I ultimately decided that the opportunity to speak out on HD was too important to pass up. There was no time to think through the consequences. I would deal with them, whatever they might be, as they arose.

In short, I would improvise – just as Petit improvised during the planning and execution of his walk between the Twin Towers.

So, on May 26, just hours after posting the Alnylam article, I participated in a half-hour interview on the Clear Channel radio network. I explained the symptoms of HD and my family’s struggle with the disease, including my exit from the HD closet. (Click here for more on the program and to listen to the podcast.)

So far, I have received feedback on the interview only from people in the HD community. But I am preparing myself for eventual questions and comments by others, including people at work, where only one trusted friend knows about my situation.

‘HD doesn’t have me’

As another good friend observed as we discussed HD and professional commitments, a very fine line exists between passion and obsession. Indeed, because of that fine line, it’s very easy to fall off the tightrope.
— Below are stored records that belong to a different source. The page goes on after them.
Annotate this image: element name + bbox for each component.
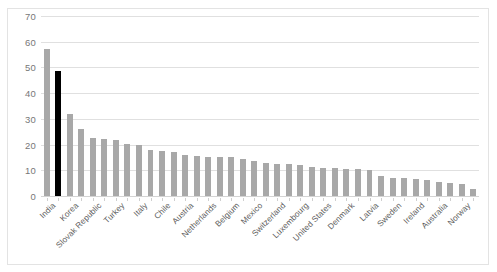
bar [263,163,269,196]
bar [113,140,119,196]
x-axis-tickmark [243,198,244,201]
x-axis-tickmark [208,198,209,201]
x-axis-label-india: India [38,201,57,220]
x-axis-labels-group: IndiaKoreaSlovak RepublicTurkeyItalyChil… [41,198,479,260]
chart-screenshot: 010203040506070 IndiaKoreaSlovak Republi… [0,0,497,272]
y-axis-tick-label: 20 [25,139,36,150]
x-axis-tickmark [162,198,163,201]
bar [101,139,107,196]
x-axis-tickmark [93,198,94,201]
bar [194,156,200,196]
x-axis-tickmark [335,198,336,201]
bar [424,180,430,196]
bar [124,144,130,196]
bar [332,168,338,196]
x-axis-label-norway: Norway [446,201,472,227]
x-axis-tickmark [81,198,82,201]
bar [136,145,142,196]
y-axis-tick-label: 70 [25,11,36,22]
bar [251,161,257,196]
x-axis-tickmark [174,198,175,201]
x-axis-tickmark [104,198,105,201]
bar [228,157,234,196]
bar [90,138,96,196]
bar [436,182,442,196]
x-axis-tickmark [358,198,359,201]
bar [320,168,326,196]
y-axis-tick-label: 0 [31,191,36,202]
bar [44,49,50,196]
x-axis-tickmark [127,198,128,201]
x-axis-tickmark [439,198,440,201]
bar [447,183,453,196]
plot-area: 010203040506070 [41,16,479,196]
bar [217,157,223,196]
x-axis-tickmark [300,198,301,201]
bars-group [41,16,479,196]
bar [205,157,211,196]
x-axis-label-chile: Chile [152,201,172,221]
bar [297,165,303,196]
bar [367,170,373,196]
x-axis-tickmark [450,198,451,201]
bar [159,151,165,196]
bar [148,150,154,196]
bar [378,176,384,196]
bar [401,178,407,196]
y-axis-tick-label: 10 [25,165,36,176]
bar [240,159,246,196]
x-axis-tickmark [151,198,152,201]
x-axis-tickmark [139,198,140,201]
gridline-0: 0 [41,196,479,197]
x-axis-tickmark [289,198,290,201]
x-axis-tickmark [47,198,48,201]
y-axis-tick-label: 50 [25,62,36,73]
x-axis-tickmark [231,198,232,201]
bar [390,178,396,196]
x-axis-tickmark [427,198,428,201]
x-axis-tickmark [323,198,324,201]
bar [286,164,292,196]
x-axis-label-turkey: Turkey [102,201,126,225]
x-axis-tickmark [312,198,313,201]
x-axis-tickmark [393,198,394,201]
x-axis-label-belgium: Belgium [214,201,242,229]
bar [309,167,315,196]
y-axis-tick-label: 30 [25,113,36,124]
bar [459,184,465,196]
x-axis-tickmark [70,198,71,201]
y-axis-tick-label: 40 [25,88,36,99]
x-axis-tickmark [197,198,198,201]
x-axis-label-italy: Italy [132,201,149,218]
x-axis-tickmark [58,198,59,201]
x-axis-tickmark [462,198,463,201]
x-axis-label-sweden: Sweden [375,201,403,229]
bar [355,169,361,197]
bar [171,152,177,196]
bar [413,179,419,196]
x-axis-tickmark [416,198,417,201]
x-axis-tickmark [473,198,474,201]
chart-frame: 010203040506070 IndiaKoreaSlovak Republi… [7,8,489,265]
x-axis-tickmark [185,198,186,201]
x-axis-tickmark [381,198,382,201]
bar [182,155,188,196]
x-axis-tickmark [116,198,117,201]
bar [343,169,349,197]
bar [470,189,476,196]
x-axis-tickmark [266,198,267,201]
bar [78,129,84,196]
x-axis-tickmark [404,198,405,201]
bar [55,71,61,196]
x-axis-tickmark [346,198,347,201]
y-axis-tick-label: 60 [25,36,36,47]
x-axis-tickmark [370,198,371,201]
x-axis-tickmark [277,198,278,201]
x-axis-tickmark [220,198,221,201]
bar [67,114,73,196]
bar [274,164,280,196]
x-axis-tickmark [254,198,255,201]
This same friend pointed out that I must avoid letting my quest for the cure compromise my health. “You can’t let the ‘cure’ kill you,” he said.

I later remembered how, in a similar situation, some Huntington’s disease caregivers become burned out or even die before their loved ones because they fail to rest or seek enjoyment.

As I walk the Huntington’s high wire, I am reminded of the sage phrase repeated by a number of HD people I’ve had contact with in recent years: “I have HD – but HD doesn’t have me!”

HD indeed had me for a while following my Alnylam trip and the radio interview.

But I won back control over the Memorial Day weekend. As we shopped with our daughter for items for a barbecue we were hosting for friends, my wife smiled and put her arm around me lovingly.

HD no longer had me. I was back in the fold.